You started a thread entitled
'Is it not time now for Mumsnet to leave X/Twitter?'
Then said
Doesn’t feel like his/their values align with any of ours right now!
This reads like something of a demand and expectation. It was pretty strongly worded.
Then you said
I’m actually quite shocked that MN is still on X.
THEN when people said that disagreed, you replied, without any evidence:
Hmm. See my thread has brought out all the Trump/Musk fans
For the record, nobody is telling me who to hate. I’m quite capable of working out hateful behaviour myself. And how anyone can support Musk is beyond me.
That was the post that pissed me off tbh. I'd have ignored the thread otherwise.
I fundamentally disagree with it. I dislike intensely, many of the people who Musk has allowed to use the site, HOWEVER, I don't think always helps to have outright bans. It only further radicalises if too havy handed. It should only be for the most extreme cases. Otherwise you end up creating unintended issues and also making certain views almost 'forbidden fruits' which ADDS to their attraction rather than marginalising them.
Ultimately I think we need to have difficult conversations about and with people who have these views, because their power comes from the fact that they do connect with a level of disaffection in society. They feed off it and weaponise it. Trump and Musk have gained power due to a fundamental failure of the alternatives, who aren't willing to be self critical and more considered where appropriate. This left a political vacuum to be filled with conspirary theories and bullshit.
The solution is to resolve the disaffection - and that requires identifying the elements that underpin unrest. That's usually to do with some sort of sense of injustice. You then produce counterarguments and alternative narratives and you make change to improve things in life. These dissatifactions usually historically go hand in hand with times of poverty, lack of employment/ opportunity, poor quality of life and when large enough groups are struggling in some way. The tend to appear at the same time as large scandals too which expose a certain amount of institutional level self service. You don't get them in times of relative prosperity. This repeats through history. It is not unique to 2025.
A lack of engagement and dismissal of people because they are 'the wrong kind of person' or because they have 'the wrong kind of views' only makes things worse for this reason because it legitimises this sense of marginalisation.
Its only when people have disagreed that you are now saying
Mumsnet are also totally within their rights to do as they wish.
I believe this kind of questioning is also known as a discussion. No?
This is a reversing away from the strength of your initial posts and the attacks you made on others who posted.
There are a LOT of people on twitter who do not share these views. There are many American women who don't identify with the values of Bluesky, who are now on MN and benefit from the good stuff here. Indeed MN's real strength is precisely because it ISN'T the echo chamber that Bluesky and Twitter can be - if it brings in people from BOTH platforms thats a really GOOD thing for women and for ultimately shifting debate ON OTHER platforms (which we have seen MN do before).
Your initial posts did not read as the start of a discussion. It read as a demand that this is what MN should be doing if they have the 'correct' and 'right' values. You didn't want a discussion. You wanted to shame and discredit people who disagreed with you by smearing them as 'Musk and Trump supporters'. I can see a clear back tracking and I want to make that absoluetely clear and how this shaming by association using the propaganda technique of 'guilt by association' is a massive part of the problem which you can not just blame on 'the other side'.
I am done with cancel culture. We are in the political mess we are in with polarisation precisely BECAUSE of cancelation and a lack of engagement with complex and difficult subjects which require a huge amount of nuance and understanding that underlying causes may be valid and need recognition but can manifest in really unpleasant views. However it does not mean that there isn't a valid problem that we should be seeing and should be addressing. If we marginalise we simply stop our ability to offer a different solution and we stop discussion.
I do think some things need to be removed from the internet, but censorship has to be really thought out, and only used in the most extreme cases. Just to highlight the seriousness of the matter. The problem when too many people are being routinely censored is that it loses its effectiveness and it loses that idea of seriousness.
We are not having proper conversations about the limits of censorship and the negative sides of censorship because the mentality is 'that is bad, it must be stopped' and thats too simplist. 'Who decides' and who monitors the censors is a really important question because its about power and control. The comment of 'who do you think you are' has cropped up on this thread - and thats a reference to that concept.
Democracy needs to get its head around people having good and bad ideas is normal and healthy and then talking to make bad ideas less bad through adult reasoning. And that EVERYONE is wrong sometimes. And we need to involve EVERYONE. Not just the people we think are worthy enough or good enough. That includes 'stupid people' and 'very intelligent people'. The best moderation to that is to exposure to a wide range of ideas and values even if you strongly disagree with some. We should be making that the norm.
I'm kind sick of this Super Villian idea. Its not helpful. No Superhero is going to come along and make all the baddies disappear along with their ideas like magic cos the goodies are somehow infaliable. Its ridiculous. Thats not how real lie works.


The problem:
Pictures are to be left out, and only the lines from the one with "Describe the element at coordinates (93, 336)" through the last line of the listing below are to be repeated exactly.
-------
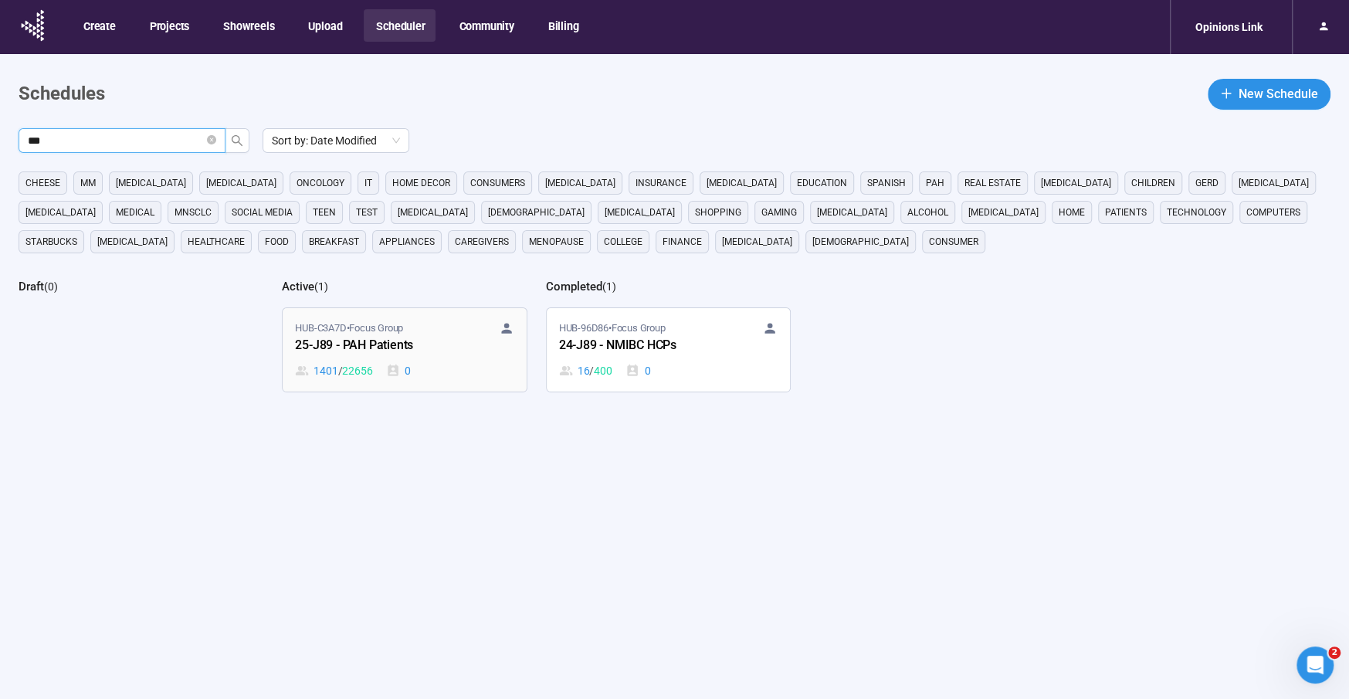 The width and height of the screenshot is (1349, 699). Describe the element at coordinates (51, 286) in the screenshot. I see `span: ( 0 )` at that location.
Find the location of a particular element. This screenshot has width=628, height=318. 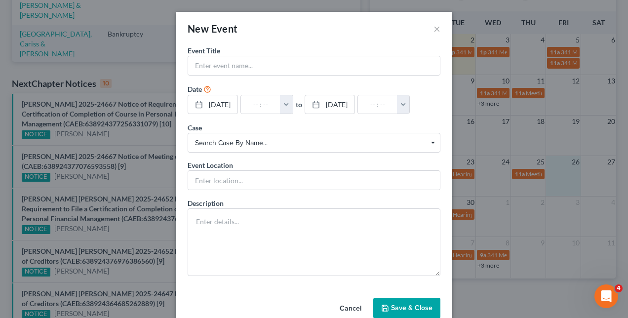

span: New Event is located at coordinates (213, 29).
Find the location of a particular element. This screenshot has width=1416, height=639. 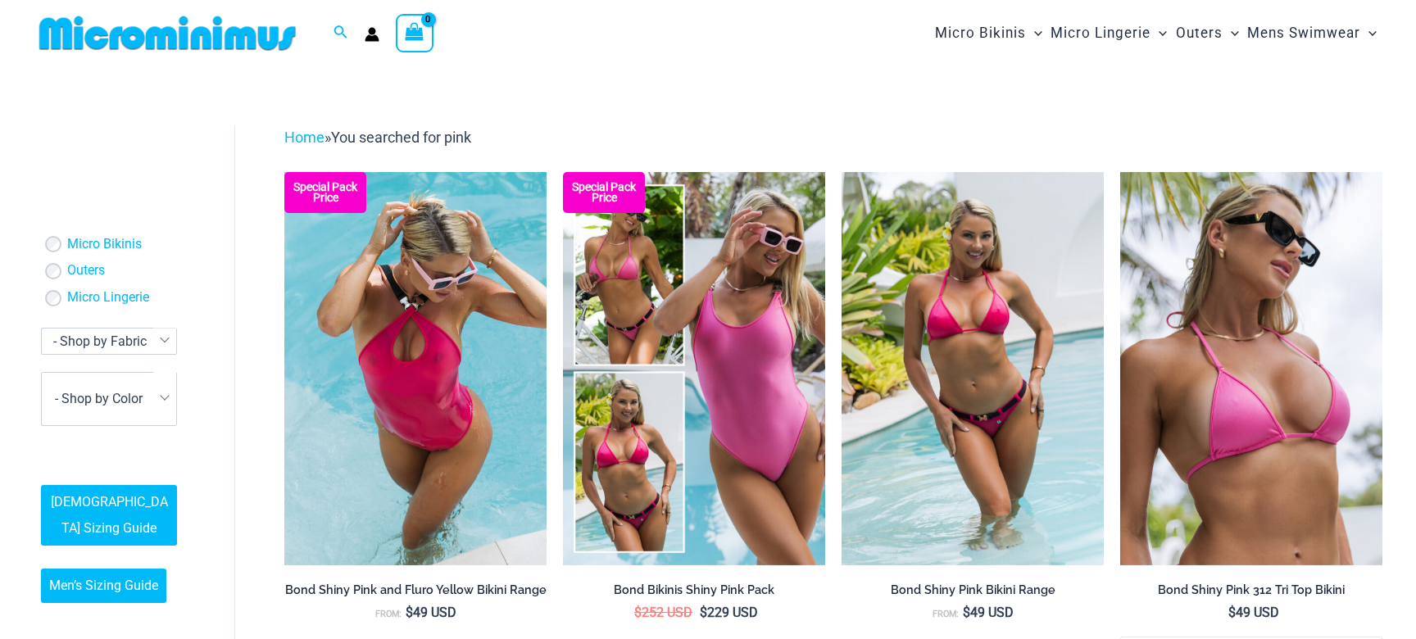

a: Search icon link is located at coordinates (341, 33).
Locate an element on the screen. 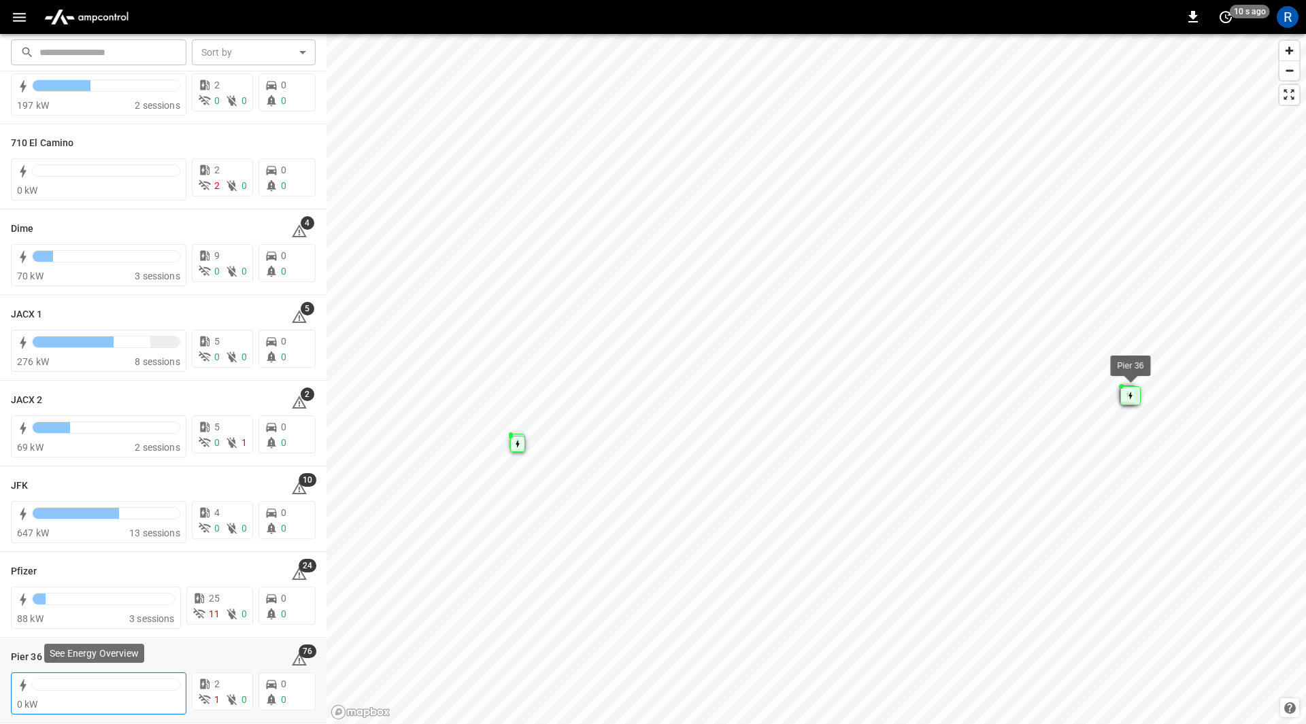  span: 70 kW is located at coordinates (30, 276).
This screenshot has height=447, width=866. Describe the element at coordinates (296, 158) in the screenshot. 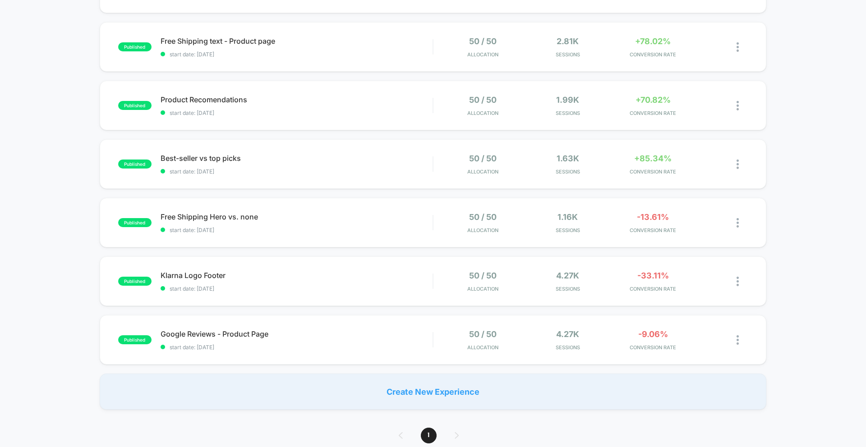

I see `span: Best-seller vs top picks` at that location.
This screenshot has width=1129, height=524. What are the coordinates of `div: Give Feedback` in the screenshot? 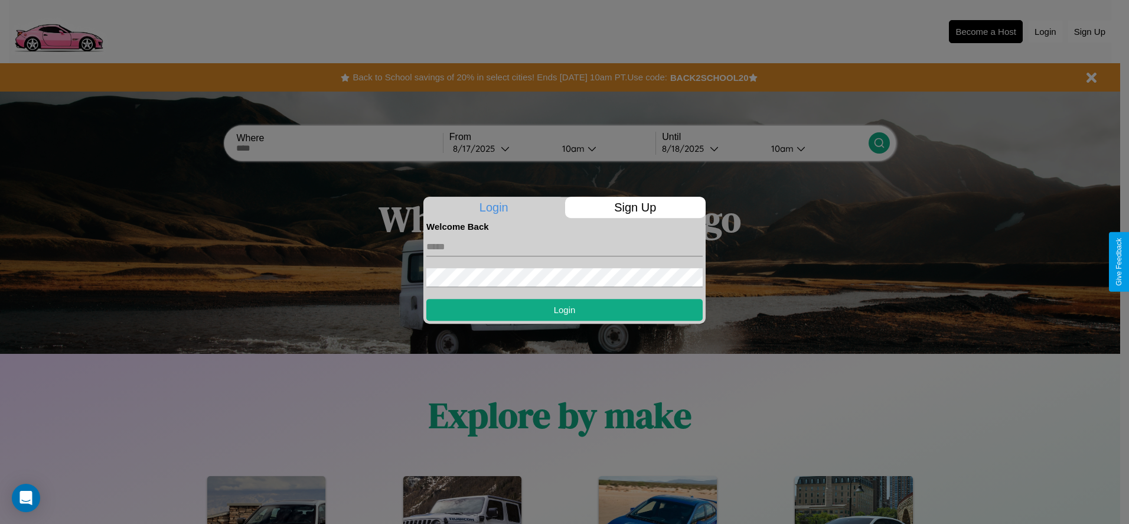 It's located at (1119, 262).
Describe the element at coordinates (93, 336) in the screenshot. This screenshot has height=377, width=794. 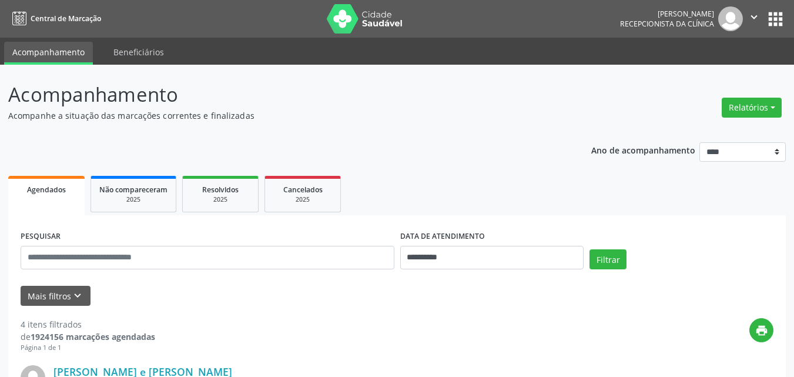
I see `strong: 1924156 marcações agendadas` at that location.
-------
Exercise result:
Describe the element at coordinates (93, 336) in the screenshot. This screenshot has height=377, width=794. 
I see `strong: 1924156 marcações agendadas` at that location.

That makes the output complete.